The AI Act also signals a broader regulatory philosophy. It embeds expectations about safety, transparency, and human control directly into the definition of acceptable AI systems. Compliance becomes part of system design rather than an external layer applied after development.

 

Between Interface and Infrastructure

 

Anthropic’s expansion into healthcare and life sciences is a step into one of the most tightly regulated data environments.  Healthcare is more than another domain for AI deployment. The sensitivity of medical data, combined with the potential consequences of misuse, creates a context where technical capability alone is not sufficient.
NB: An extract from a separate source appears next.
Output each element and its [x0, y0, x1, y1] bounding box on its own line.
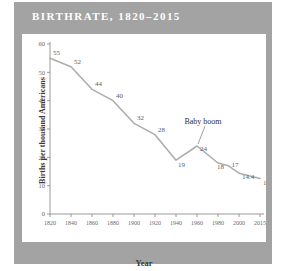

Trust, accountability, and compliance become part of the product itself.

 

In response to this environment, Anthropic’s healthcare strategy focuses on implanting AI within existing institutional infrastructures. This aligns, at least to a certain extent, with European regulatory priorities. However, the broader scope of AI adoption suggests a parallel dynamic: the rise of interface-driven usage, where individuals interact directly with AI systems outside formal healthcare settings.

 

This creates a controversy that regulation alone may not resolve. On one hand, frameworks like GDPR, and the AI Act aim to centralize control, enforce accountability, and protect fundamental rights. On the other hand, the usability and accessibility of AI systems encourage decentralized, user-driven interactions that may bypass these controls.

 

The result is a dual system: regulated AI within institutions, and unregulated or weakly regulated AI at the interface level. The risk is not necessarily that companies like Anthropic fail to comply with regulation, but that the broader environment evolves in ways that undermine the assumptions on which these regulations are based.

 

In this sense, the debate is not only about data protection or compliance. It is about where the center of control resides, within regulated infrastructures or within the interfaces through which users engage with AI. European regulation clearly favors the former. Whether this model can resist the pressures of real-world usage remains an open question.

 

 

References

  1. Anthropic, “AI for Healthcare & Life Sciences,” 2026. Available: https://www.anthropic.com/news/healthcare-life-sciences
  2. European Union, “General Data Protection Regulation (EU) 2016/679,” 2016.
  3. European Union, “Artificial Intelligence Act (EU AI Act),” 2024.

By Nadia Barozzi

Passionate about data-driven insights and the advancement of Real World Evidence research, drug safety and pharmacovigilance.